No doses logged yet today.
Visual development tracker
Note milestones to share at your child's next appointment.
No milestones logged yet.
A moderated space for parents of children with congenital cataracts to share what the first year actually looked like — the appointments, the patching battles, the small wins. Every post is reviewed before it's visible, and no medical advice is given by members.
Screen fast, refer clearly, manage confidently.
Reference tools built for the primary-care and polyclinic setting in Singapore, where congenital cataracts are most often first spotted — and most easily missed.
Use during routine newborn and infant exams. Check any that apply.
| Finding | Suggested action |
|---|---|
| Bilateral, central, dense | Urgent referral — same week, ideally within days. Highest amblyopia risk. |
| Unilateral, dense | Urgent referral. Higher amblyopia risk than bilateral cases due to inter-eye competition. |
| Partial / peripheral, small | Prompt referral for specialist assessment of visual significance; may not need immediate surgery. |
| Incidental, asymptomatic | Routine referral, but do not delay beyond a few weeks in infancy. |
Surgical timing
Outcomes are strongly time-sensitive in infancy. Decisions on exact timing are individualised by density, laterality, and the child's age — this summary is a starting orientation, not a protocol.
IOL vs. aphakia
Whether to implant an intraocular lens or leave the eye aphakic (corrected later with contacts/glasses) depends heavily on age at surgery and centre preference.
Ongoing management
Post-operative care typically includes anti-inflammatory drops, glaucoma surveillance, and long-term amblyopia therapy such as patching.
Orientation only — always defer to your institution's current, vetted clinical protocol.
| Association | Consider referral to |
|---|---|
| TORCH infection | Infectious disease / neonatology — check for other systemic signs (rubella, toxoplasmosis, CMV). |
| Metabolic disorder | Metabolic / biochemical genetics — e.g. galactosaemia screening. |
| Chromosomal / genetic syndrome | Clinical genetics — e.g. Down syndrome and other recognised associations. |
| Cardiac anomaly | Paediatric cardiology, especially with confirmed congenital rubella. |
Surgical priority estimator
A rough orientation only — not a substitute for specialist assessment.
Referral form generator
Fill in and download a plain-text referral summary.

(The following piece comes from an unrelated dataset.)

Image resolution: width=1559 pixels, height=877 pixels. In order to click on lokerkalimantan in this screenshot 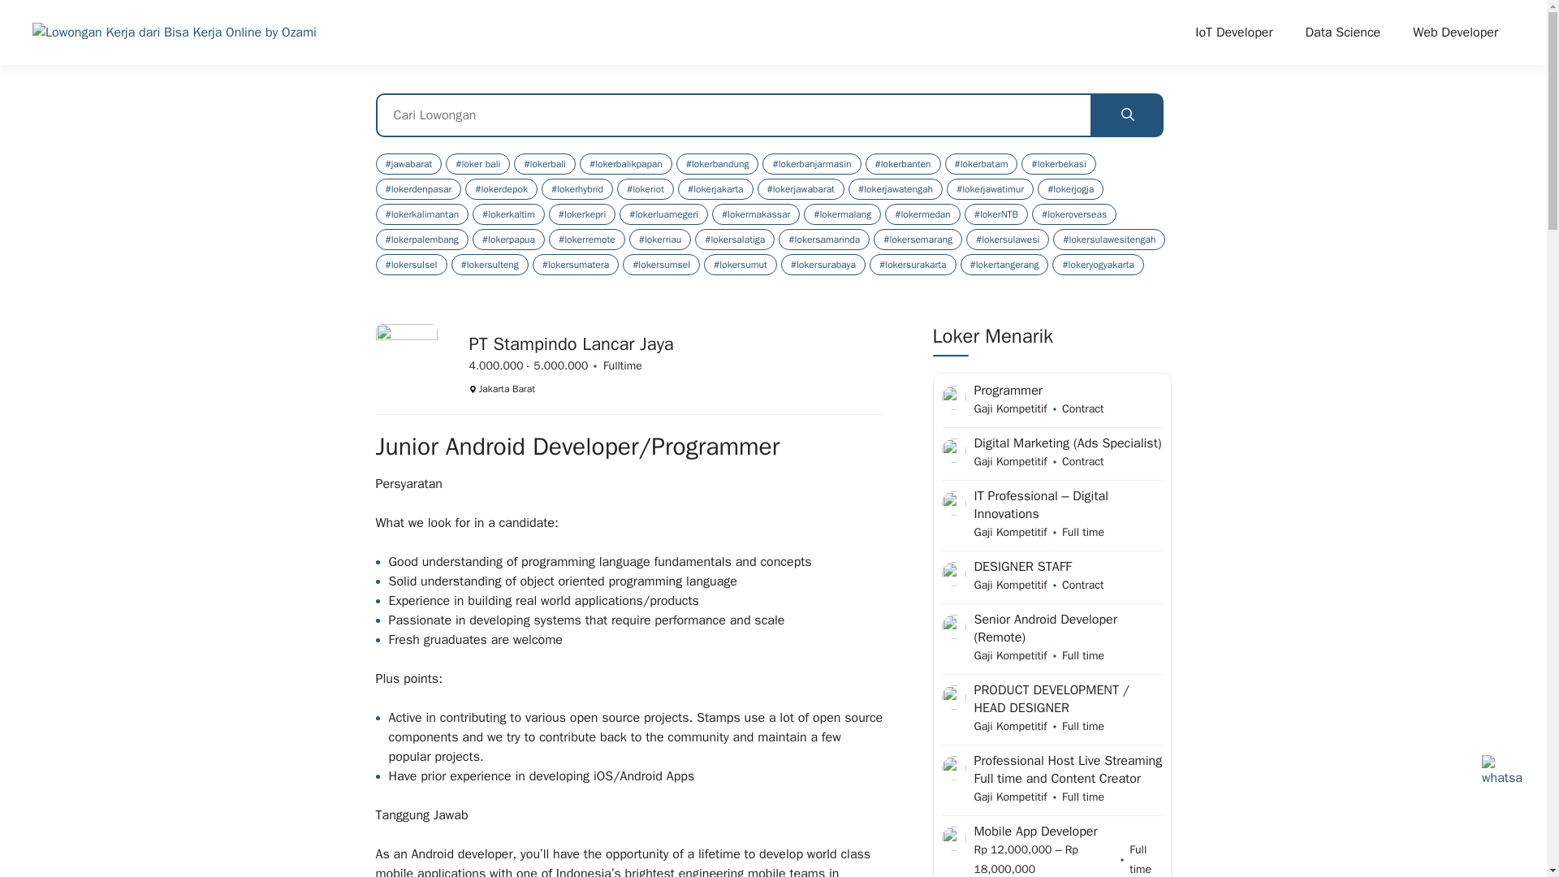, I will do `click(422, 214)`.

A curated, continually-updated collection of peer-reviewed literature and surgical technique recordings, organised by surgical timing, IOL outcomes, and amblyopia management — intended to sit here as a linked library once populated by your editorial team.

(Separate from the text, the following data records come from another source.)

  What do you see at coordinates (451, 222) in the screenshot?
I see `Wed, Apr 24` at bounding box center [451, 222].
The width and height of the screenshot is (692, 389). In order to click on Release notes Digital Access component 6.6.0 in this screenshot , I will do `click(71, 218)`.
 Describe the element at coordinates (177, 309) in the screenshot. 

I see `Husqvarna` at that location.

Built gently, checked by clinicians.
Congenital cataract surgery in Singapore is concentrated at a small number of centres, so families and referring clinicians are usually looking at the same short list.

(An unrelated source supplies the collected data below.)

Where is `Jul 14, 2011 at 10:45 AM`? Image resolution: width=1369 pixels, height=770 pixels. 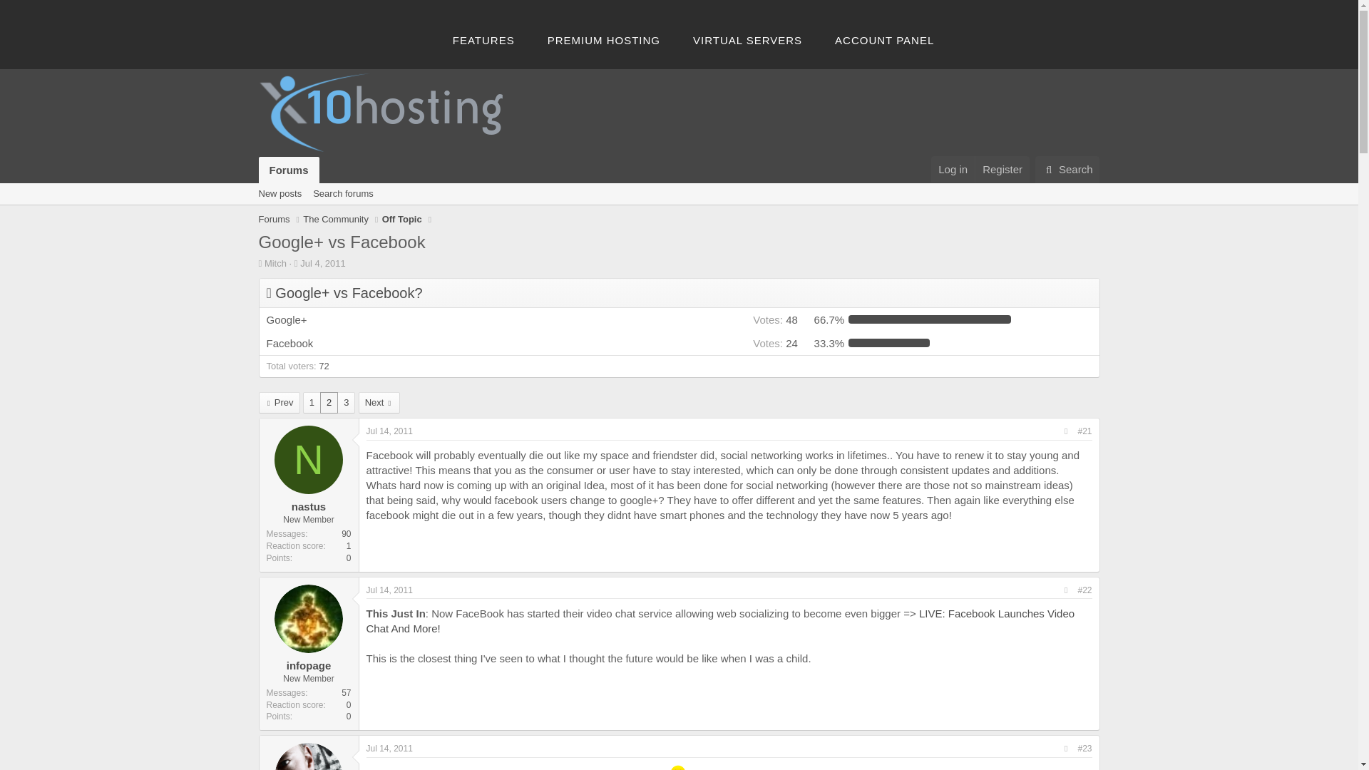 Jul 14, 2011 at 10:45 AM is located at coordinates (389, 749).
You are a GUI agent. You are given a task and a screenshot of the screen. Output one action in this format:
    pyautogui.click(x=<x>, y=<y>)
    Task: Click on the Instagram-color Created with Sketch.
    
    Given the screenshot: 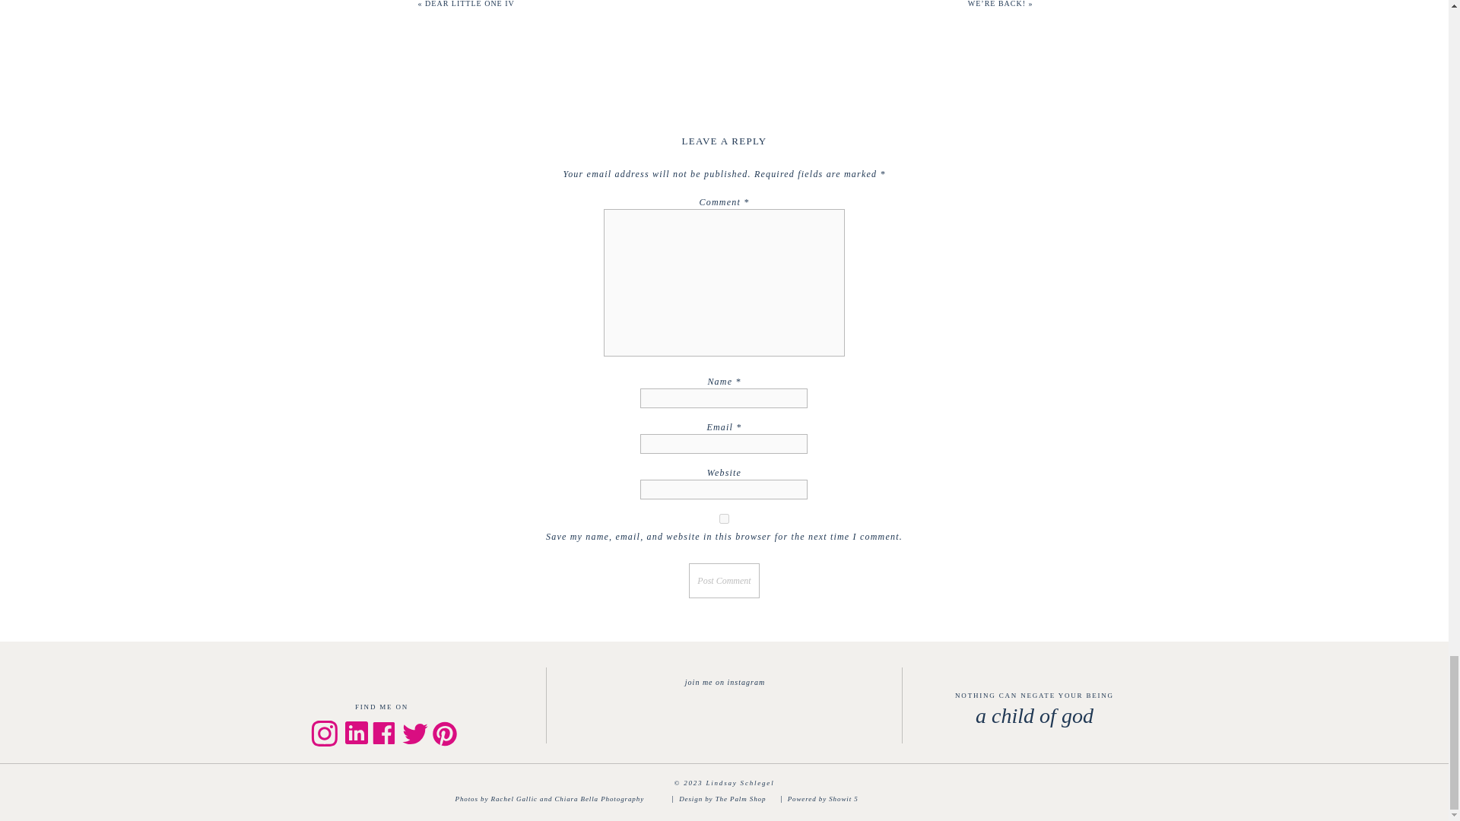 What is the action you would take?
    pyautogui.click(x=323, y=733)
    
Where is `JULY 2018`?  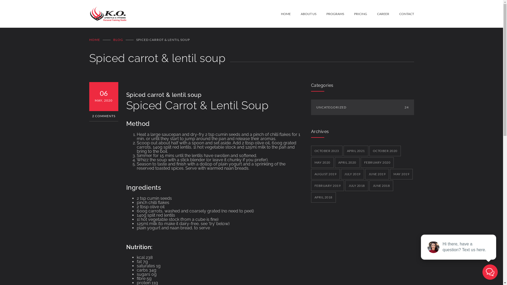
JULY 2018 is located at coordinates (357, 186).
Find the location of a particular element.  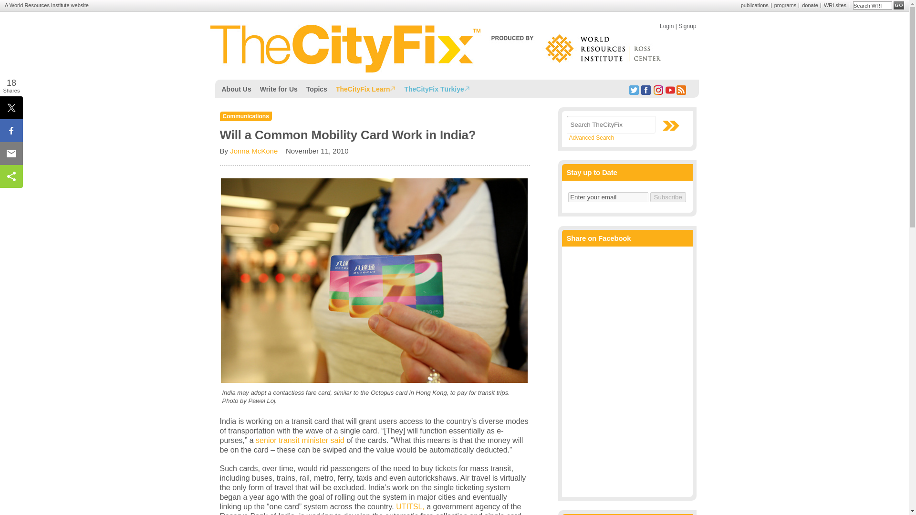

Go is located at coordinates (899, 6).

KK Women's and Children's Hospital (KKH)
Paediatric ophthalmology service, often first point of care for infants.
Singapore National Eye Centre (SNEC)
National referral centre for complex and surgical eye conditions, all ages.
National University Hospital (NUH)
Paediatric ophthalmology and pre-school vision screening programmes.
Singapore General Hospital (SGH)
Ophthalmology department supporting adjacent paediatric referrals.
Confirm current referral routes and contact details with your polyclinic, GP, or hospital directly — listings here are for orientation, not a live directory.
Clinical vetting
All clinical content on this site is reviewed by a Singapore-based, board-certified paediatric ophthalmologist before publication.
Medical disclaimer
This website is for informational purposes only and does not replace professional medical advice, diagnosis, or treatment. Always consult your child's care team.
Privacy
Tools on this page (reminders, trackers, calculators) run in your browser only. Nothing you type is stored or sent anywhere.
Call your child's surgeon, or your nearest hospital's children's emergency department — in a life-threatening emergency, call 995 for an ambulance.